Timothy Pickering - Rise To Power

Rise To Power

After the end of the American Revolution, Pickering made several failed attempts at financial success. In 1783, he embarked on a mercantile partnership with Samuel Hodgdon that failed two years later. In 1786, he moved to the Wyoming Valley in Pennsylvania where he assumed a series of offices at the head of Luzerne County. When he attempted to evict Connecticut settlers living in the area, Pickering was captured and held hostage for nineteen days. In 1787, he was part of the Pennsylvania convention held to consider ratification of the United States Constitution.

After the first of Pickering's two successful attempts to make money speculating in Pennsylvania frontier land, now-President Washington appointed him commissioner to the Iroquois Indians; and Pickering represented the United States in the negotiation of the Treaty of Canandaigua with the Iroquois in 1794.

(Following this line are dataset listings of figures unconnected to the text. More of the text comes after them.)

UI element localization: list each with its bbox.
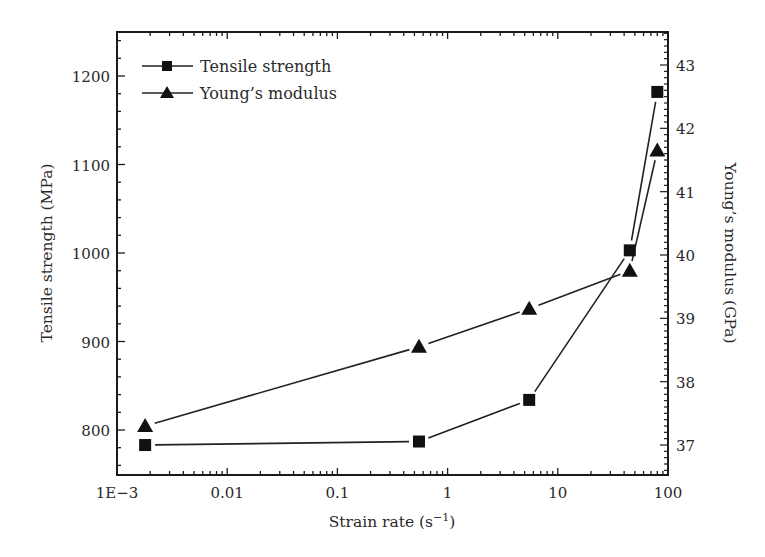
y2-tick-label: 37 <box>676 437 695 455</box>
series-line-segment <box>155 350 410 424</box>
triangle-marker-icon <box>411 339 427 353</box>
square-marker-icon <box>139 439 151 451</box>
y2-tick-label: 43 <box>676 57 695 75</box>
square-marker-icon <box>624 244 636 256</box>
y2-tick-label: 41 <box>676 184 695 202</box>
series-lines <box>155 102 656 445</box>
y-tick-label: 1000 <box>72 245 110 263</box>
legend-item-youngs-modulus: Young’s modulus <box>142 84 337 103</box>
x-tick-label: 0.01 <box>210 484 243 502</box>
y2-tick-label: 42 <box>676 120 695 138</box>
x-tick-label: 1 <box>443 484 453 502</box>
triangle-marker-icon <box>137 418 153 432</box>
y-axis-title: Tensile strength (MPa) <box>38 163 56 342</box>
tick-labels: 1E−30.010.111010080090010001100120037383… <box>72 57 695 502</box>
y-tick-label: 800 <box>81 422 110 440</box>
series-line-segment <box>428 403 519 438</box>
x-axis-title: Strain rate (s−1) <box>329 511 456 531</box>
y-tick-label: 1200 <box>72 68 110 86</box>
x-tick-label: 100 <box>654 484 683 502</box>
legend-label-youngs-modulus: Young’s modulus <box>199 84 337 103</box>
y2-tick-label: 38 <box>676 374 695 392</box>
triangle-marker-icon <box>160 86 174 98</box>
legend-label-tensile-strength: Tensile strength <box>200 57 331 76</box>
y2-axis-title: Young’s modulus (GPa) <box>721 161 739 343</box>
x-tick-label: 0.1 <box>325 484 349 502</box>
legend: Tensile strength Young’s modulus <box>142 57 337 103</box>
series-markers <box>137 86 665 451</box>
square-marker-icon <box>523 394 535 406</box>
y-tick-label: 1100 <box>72 157 110 175</box>
y-tick-label: 900 <box>81 334 110 352</box>
square-marker-icon <box>162 61 172 71</box>
legend-item-tensile-strength: Tensile strength <box>142 57 331 76</box>
x-axis-title-superscript: −1 <box>433 511 449 524</box>
y2-tick-label: 39 <box>676 310 695 328</box>
x-tick-label: 1E−3 <box>96 484 139 502</box>
chart-canvas: 1E−30.010.111010080090010001100120037383… <box>0 0 765 557</box>
square-marker-icon <box>413 436 425 448</box>
square-marker-icon <box>651 86 663 98</box>
x-tick-label: 10 <box>548 484 567 502</box>
triangle-marker-icon <box>521 301 537 315</box>
series-line-segment <box>428 312 519 343</box>
series-line-segment <box>155 442 409 445</box>
triangle-marker-icon <box>649 143 665 157</box>
y2-tick-label: 40 <box>676 247 695 265</box>
series-line-segment <box>539 274 621 305</box>
triangle-marker-icon <box>622 263 638 277</box>
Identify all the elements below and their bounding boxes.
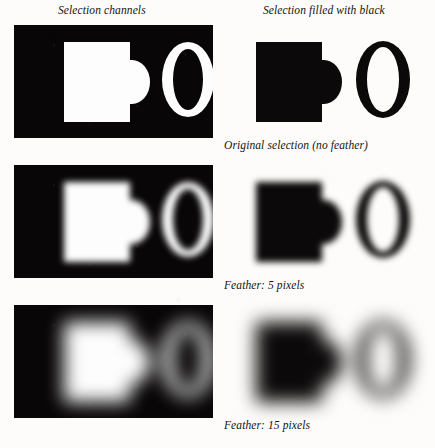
selection-filled-no-feather — [248, 25, 428, 138]
o-letter — [356, 41, 410, 118]
selection-filled-feather-15 — [248, 305, 428, 418]
feather-comparison-figure: Selection channels Selection filled with… — [0, 0, 435, 448]
o-letter — [162, 182, 213, 257]
caption-no-feather: Original selection (no feather) — [224, 139, 368, 151]
column-heading-selection-filled: Selection filled with black — [263, 4, 385, 16]
caption-feather-5: Feather: 5 pixels — [224, 279, 304, 291]
d-shape — [64, 42, 150, 122]
selection-channel-feather-5 — [14, 165, 213, 278]
d-shape-bulb — [306, 60, 342, 104]
d-shape — [256, 322, 342, 402]
o-letter — [356, 321, 410, 398]
caption-feather-15: Feather: 15 pixels — [224, 419, 310, 431]
d-shape — [256, 42, 342, 122]
d-shape — [256, 182, 342, 262]
o-letter — [356, 181, 410, 258]
o-letter — [162, 322, 213, 397]
d-shape-bulb — [306, 200, 342, 244]
selection-channel-no-feather — [14, 25, 213, 138]
selection-channel-feather-15 — [14, 305, 213, 418]
d-shape-bulb — [114, 60, 150, 104]
column-heading-selection-channels: Selection channels — [58, 4, 146, 16]
d-shape-bulb — [114, 340, 150, 384]
o-letter — [162, 42, 213, 117]
d-shape-bulb — [114, 200, 150, 244]
d-shape — [64, 182, 150, 262]
d-shape — [64, 322, 150, 402]
selection-filled-feather-5 — [248, 165, 428, 278]
d-shape-bulb — [306, 340, 342, 384]
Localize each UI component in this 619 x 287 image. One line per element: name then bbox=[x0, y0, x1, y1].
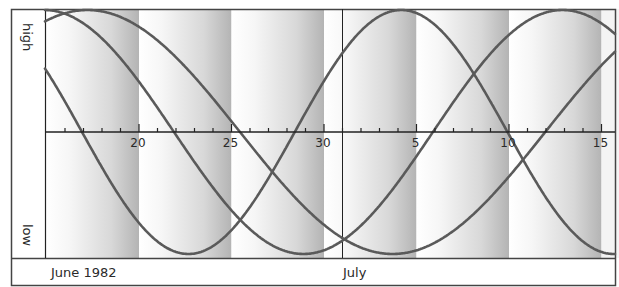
tick-label: 5 bbox=[412, 136, 420, 150]
shaded-band bbox=[47, 9, 140, 258]
shaded-band bbox=[232, 9, 325, 258]
month-label-july: July bbox=[342, 265, 367, 280]
y-label-high: high bbox=[20, 23, 35, 51]
tick-label: 20 bbox=[130, 136, 145, 150]
tick-label: 15 bbox=[593, 136, 608, 150]
tick-label: 30 bbox=[315, 136, 330, 150]
shaded-band bbox=[324, 9, 417, 258]
shaded-band bbox=[602, 9, 619, 258]
biorhythm-chart: 20253051015 high low June 1982 July bbox=[0, 0, 619, 287]
tick-label: 10 bbox=[500, 136, 515, 150]
shaded-band bbox=[139, 9, 232, 258]
y-label-low: low bbox=[20, 224, 35, 247]
month-label-june: June 1982 bbox=[50, 265, 117, 280]
tick-label: 25 bbox=[223, 136, 238, 150]
shaded-band bbox=[509, 9, 602, 258]
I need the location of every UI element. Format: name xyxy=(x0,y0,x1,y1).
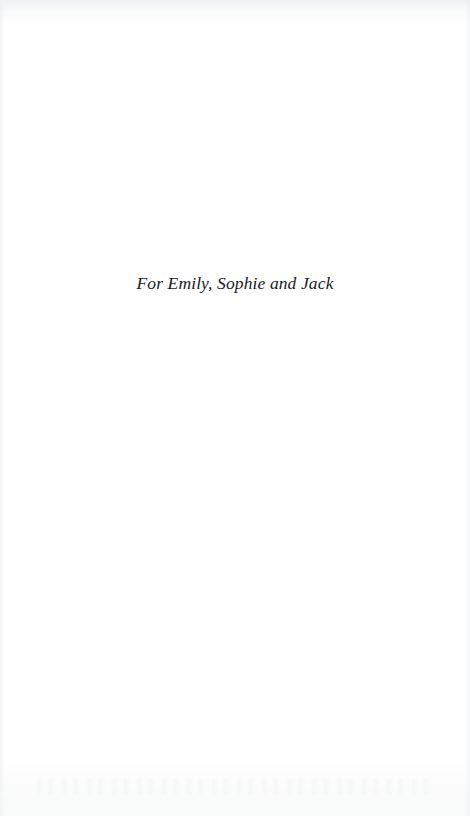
dedication-text: For Emily, Sophie and Jack xyxy=(136,272,333,294)
dedication-page: For Emily, Sophie and Jack xyxy=(0,0,470,816)
dedication-block: For Emily, Sophie and Jack xyxy=(0,272,470,294)
scan-noise-top xyxy=(0,0,470,26)
page-right-edge-shading xyxy=(465,0,470,816)
scan-noise-bottom xyxy=(0,756,470,816)
page-bleed-through-artifact xyxy=(36,778,434,794)
page-left-edge-shading xyxy=(0,0,5,816)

Read more about this topic:  Timothy Pickering

Famous quotes containing the words rise to, rise and/or power:

    It is an hypothesis that the sun will rise tomorrow: and this means that we do not know whether it will rise.
    Ludwig Wittgenstein (1889–1951)

    I held it truth, with him who sings
    To one clear harp in diverse tones,
    That men may rise on stepping-stones
    Of their dead selves to higher things.
    Alfred Tennyson (1809–1892)

    The superstition respecting power and office is going to the ground. The stream of human affairs flows its own way, and is very little affected by the activity of legislators. What great masses of men wish done, will be done; and they do not wish it for a freak, but because it is their state and natural end.